Feldman, whose trail name is “Achilles” for his chronically aching tendon, became renowned among hikers when he helped Billy Goat with an aching arch. Using his knowledge as a physical therapist, he made a replacement arch by cutting his own mattress pad. Feldman’s kindness so impressed the expert hiker that “at the end of the trail, Billy Goat was still talking about that,” says “Yogi” McDonnell. Billy Goat experienced no more foot pain after Feldman’s help.

A beautiful trek

More than anything, the trail attracted Feldman because of its renowned beauty. Less urban than the Appalachian Trail, the PCT passes through six out of seven of North America’s ecozones and through 24 national forests, seven national parks and 33 wildernesses. And because the trail runs the crests of mountains, it is far more scenic than the Appalachian Trail, which is mostly under trees.
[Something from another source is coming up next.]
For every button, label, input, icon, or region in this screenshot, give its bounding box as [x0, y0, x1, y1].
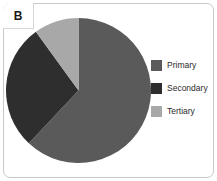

The trail diversity especially impressed Feldman. At one point he walked through deserts, at another, through ancient lava flows. “Yogi” McDonnell adds that the weather tends to be exceptionally good. She hiked the trail at the same time as Feldman and said there were four days of rain out of the four months on the trail.

For its beauty, both Feldman and Yogi say that they prefer the Pacific Crest Trail over the Appalachian. “If you can only do one, do the Pacific Crest Trail,” says Feldman, who says a hiker does not need to hike the AT first to be prepared. Both hikers believe that PCT is so much less traveled than its Eastern counterpart simply because the AT is better known through works like Bill Bryson’s “A Walk in the Woods.”

The PCT is also younger than its Appalachian sister. First explored in the late 1930’s, the trail was authorized by Congress in 1968. The trail also faces more threats than the AT; the threat of urban encroachment is real, with many sections still under private ownership. The Pacific Crest Trail Association is lobbying Congress to earmark $5 million per year to put PCT private lands under the federal land trust, but no such action has been taken.

Whatever the future of the PCT, Feldman knows what’s next for him. He will return to Washington to start a pediatric physical therapy practice. There, he also will continue work with the “Accessible Wilderness Project”, a program he created with the Sierra Club that takes small groups of disabled children hiking in Shenendoah National Park.

But Feldman knows that sooner or later he will get the itch to go on another long walk, and he has his eye on the Continental Divide. He continually comes back to what he calls the lifestyle of the trail — where raw sights, smells and sounds are a priority. Every trail gives Feldman a new perspective. This time, he says, it is a “new appreciation of the benefits of walking.” Wanting a break from his work at his father’s downtown Brunswick office, Feldman goes on a walk to find some coffee.

You can read Dan Feldman’s blog at http://web.mac.com/podin04

You can read more great articles like this one at TimesRecord.com

One Response to “Pacific Coast Trail Hike”

  1. Great Story, I’d love to do it myself!